Friday, April 13, 2007

Personal Moments Around Holy Week:Looking Back

Friday, Week Before:

At a practice for First Reconciliation with the 2nd graders, a student is asked to make up an example of a sin to confess. He says “I broke a neighbor’s window playing ball.”
“Did you do this on purpose?” the teacher asks.
“No.”
She turns to the whole class and says, “Remember, class, sins are not accidents. Sins are bad choices we make.”
That will be running through my head throughout Holy Week. I toy with the idea of composing a litany of my bad choices, but quickly dismiss the idea.


Palm Sunday:

Weather has always been connected to Palm Sunday for me. (Any “Palm Sunday Tornados” or “Palm Sunday Hurricanes” in your lifetime?) Palm Sunday morning was chilly but sunny, until just before our outdoor procession, when the Chicago winds really did kick in. Everything, including the outdoor sound system, had to be secured. During the passion reading you could hear the wind roaring.
Then for the next mass and the rest of the day, it was cold, windy and rainy. That evening, after vespers, the full moon kept coming out from behind the rapidly moving clouds. From sunny “Hosannas” to the bitter, cold “Crucify Him” to the eerie “It is finished”, in one day.


Holy Thursday:

9:30 in the morning: The Pastor, reenacting the Last Supper with the school children, washes the feet of a tiny preschooler who is “Peter”(shaking off Jesus: ”You will never wash my feet!”)He is so small the shortest server robe drags on the floor. The teachers had to convince him only a special person like Peter gets to wear a rope around his waist.

7:30 in the evening: The Pastor, at evening mass, escorts Mrs.Metz (the oldest active patrishoner--- still walks to church every Sat. afternoon) from the first pew to one of the chairs set up in front. He helps take off her shoes and stockings, and washes her feet. The 90-some year old holds her head high and beams with a quiet dignity.


Good Friday:

I have noticed ever since Mel Gibson’s “Passion”, the “Via Cruces” and other Passion Plays down public streets seem to be escalating and emphasizing the violent side of the story. The bloodiest drama seems to be the goal.
I know all about the importance of catharsis in cultures, but I’m just not that into enactments of Christ’s suffering. For one thing, you’ll never be able to show His inner anguish no matter how much fake blood you buy. How about reenacting the “No Greater Love” part? I guess I could get into a reenactment of “Jesus forgives the Woman Accused of Adultery”(all the accusers drop their stones and go home when reminded of their sins.) Or every family reenacting “The Prodigal Son” and welcoming back the wayward family member they have ostracized. If I want blood-and-gore, I put on my copy of “Bride of Chuckie.”


Easter Vigil

Our Easter Vigil takes a long time ----an eternity, some would say ---
no shortcuts or edits, we use all seven readings and psalms in the vigil, and this year some 30 confirmations.

The first thing I tell my choirs before we start the vigil is to take off their watches. For this rite, it’s like time is suspended.[Juan, the director of our Coro, reminds us to turn off the cellphones,too: "If God is going to call us here, he's not going to use the phone."] We move from ancient ritual to ancient ritual, using fire and water, light and darkness, and sit around the Easter fire and tell the same stories and sing the same songs our ancestors did thousands of years ago.

And like fireworks going off around the world on New Year’s Eve, “Alleluia” is sung and shouted from one time zone to another, encircling the globe with the message that good is stronger than evil, and love does not fail.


▶ **THE PROBLEM**: Could you please return each line of the data that has the word "feedback"?

▶ **SUPPLIED MATERIAL**:
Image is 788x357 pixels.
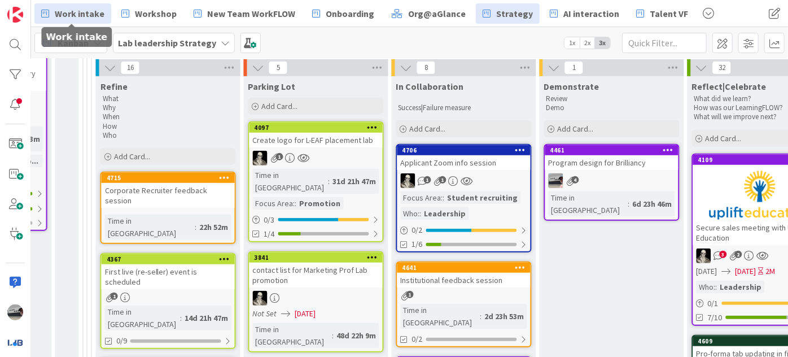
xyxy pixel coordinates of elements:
span: Parking Lot [248,81,296,92]
div: 4706Applicant Zoom info session [397,145,531,170]
span: 1 [424,176,431,183]
div: Create logo for L-EAF placement lab [250,133,383,147]
span: 5 [269,61,288,75]
span: AI interaction [563,7,619,20]
p: How [103,122,234,131]
span: Demonstrate [544,81,599,92]
p: What [103,94,234,103]
div: Focus Area: [401,191,443,204]
span: : [443,191,445,204]
div: 4706 [402,146,531,154]
span: Org@aGlance [408,7,466,20]
span: 1 [276,153,283,160]
span: 4 [572,176,579,183]
div: 4461 [545,145,679,155]
span: [DATE] [697,265,717,277]
img: WS [253,151,268,165]
img: avatar [7,334,23,350]
div: 4097 [250,122,383,133]
a: New Team WorkFLOW [187,3,302,24]
div: 2d 23h 53m [482,310,527,322]
img: WS [697,248,711,263]
p: Success|Failure measure [399,103,529,112]
h5: Work intake [46,32,107,42]
div: 4641 [397,262,531,273]
span: Work intake [55,7,104,20]
div: 6d 23h 46m [630,198,675,210]
span: Reflect|Celebrate [692,81,767,92]
a: Talent VF [629,3,695,24]
span: 0 / 2 [412,224,423,236]
p: Who [103,131,234,140]
div: Time in [GEOGRAPHIC_DATA] [105,215,195,239]
p: Demo [546,103,677,112]
span: Add Card... [262,101,298,111]
span: Talent VF [650,7,688,20]
a: 3841contact list for Marketing Prof Lab promotionWSNot Set[DATE]Time in [GEOGRAPHIC_DATA]:48d 22h 9m [248,251,384,352]
a: 4715Corporate Recruiter feedback sessionTime in [GEOGRAPHIC_DATA]:22h 52m [100,172,236,244]
div: contact list for Marketing Prof Lab promotion [250,262,383,287]
div: 22h 52m [197,221,231,233]
div: 4461Program design for Brilliancy [545,145,679,170]
div: Time in [GEOGRAPHIC_DATA] [105,305,181,330]
div: 4715 [107,174,235,182]
div: 4641Institutional feedback session [397,262,531,287]
div: 4461 [550,146,679,154]
div: Time in [GEOGRAPHIC_DATA] [253,169,329,194]
span: In Collaboration [396,81,464,92]
span: Workshop [135,7,177,20]
img: jB [549,173,563,188]
div: 31d 21h 47m [330,175,379,187]
span: 1 [406,291,414,298]
span: 1/4 [264,228,275,240]
span: 1 [439,176,447,183]
span: Add Card... [706,133,742,143]
span: Strategy [496,7,533,20]
span: : [332,329,334,342]
span: 1 [564,61,584,75]
div: Time in [GEOGRAPHIC_DATA] [401,304,480,329]
span: : [195,221,197,233]
div: Focus Area: [253,197,295,209]
span: Refine [100,81,128,92]
div: 3841 [255,253,383,261]
span: 2 [735,251,742,258]
a: 4461Program design for BrilliancyjBTime in [GEOGRAPHIC_DATA]:6d 23h 46m [544,144,680,221]
span: 1 [111,292,118,300]
a: 4641Institutional feedback sessionTime in [GEOGRAPHIC_DATA]:2d 23h 53m0/2 [396,261,532,347]
input: Quick Filter... [622,33,707,53]
div: WS [250,151,383,165]
span: : [420,207,422,220]
div: Time in [GEOGRAPHIC_DATA] [253,323,332,348]
div: Time in [GEOGRAPHIC_DATA] [549,191,628,216]
div: 4367 [102,254,235,264]
a: Org@aGlance [384,3,472,24]
span: 0/9 [116,335,127,347]
a: Strategy [476,3,540,24]
span: 3x [595,37,610,49]
div: 4367 [107,255,235,263]
div: 3841contact list for Marketing Prof Lab promotion [250,252,383,287]
div: 4715 [102,173,235,183]
div: Leadership [717,281,765,293]
img: Visit kanbanzone.com [7,7,23,23]
span: : [295,197,297,209]
span: [DATE] [295,308,316,320]
a: Workshop [115,3,183,24]
a: 4097Create logo for L-EAF placement labWSTime in [GEOGRAPHIC_DATA]:31d 21h 47mFocus Area::Promoti... [248,121,384,242]
a: Work intake [34,3,111,24]
img: jB [7,304,23,320]
span: : [716,281,717,293]
span: 1/6 [412,238,423,250]
p: Why [103,103,234,112]
span: New Team WorkFLOW [207,7,295,20]
span: 3 [720,251,727,258]
span: 0 / 3 [264,214,275,226]
img: WS [253,291,268,305]
div: 0/2 [397,223,531,237]
div: jB [545,173,679,188]
b: Lab leadership Strategy [118,37,216,49]
div: 4097Create logo for L-EAF placement lab [250,122,383,147]
div: Applicant Zoom info session [397,155,531,170]
p: Review [546,94,677,103]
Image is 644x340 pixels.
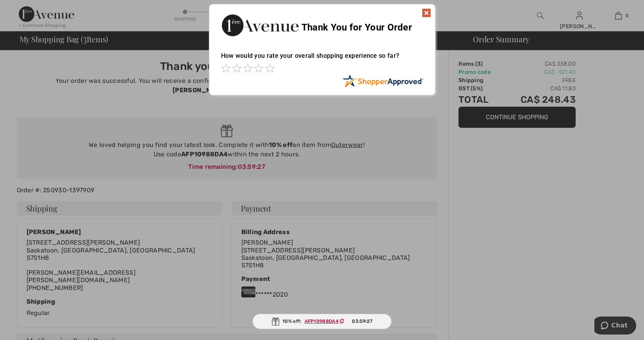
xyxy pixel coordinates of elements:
ins: AFP10988DA4 [305,319,339,324]
img: Thank You for Your Order [221,12,299,39]
span: Chat [17,5,33,12]
div: How would you rate your overall shopping experience so far? [221,44,424,74]
span: 03:59:27 [352,318,372,325]
img: x [422,8,431,18]
span: Thank You for Your Order [302,22,412,33]
div: 10% off: [252,314,392,329]
img: Gift.svg [272,318,279,326]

▶ **WRITTEN REPLY**:
a: 4715Corporate Recruiter feedback sessionTime in [GEOGRAPHIC_DATA]:22h 52m [100,172,236,244]
div: 4641Institutional feedback session [397,262,531,287]
a: 4641Institutional feedback sessionTime in [GEOGRAPHIC_DATA]:2d 23h 53m0/2 [396,261,532,347]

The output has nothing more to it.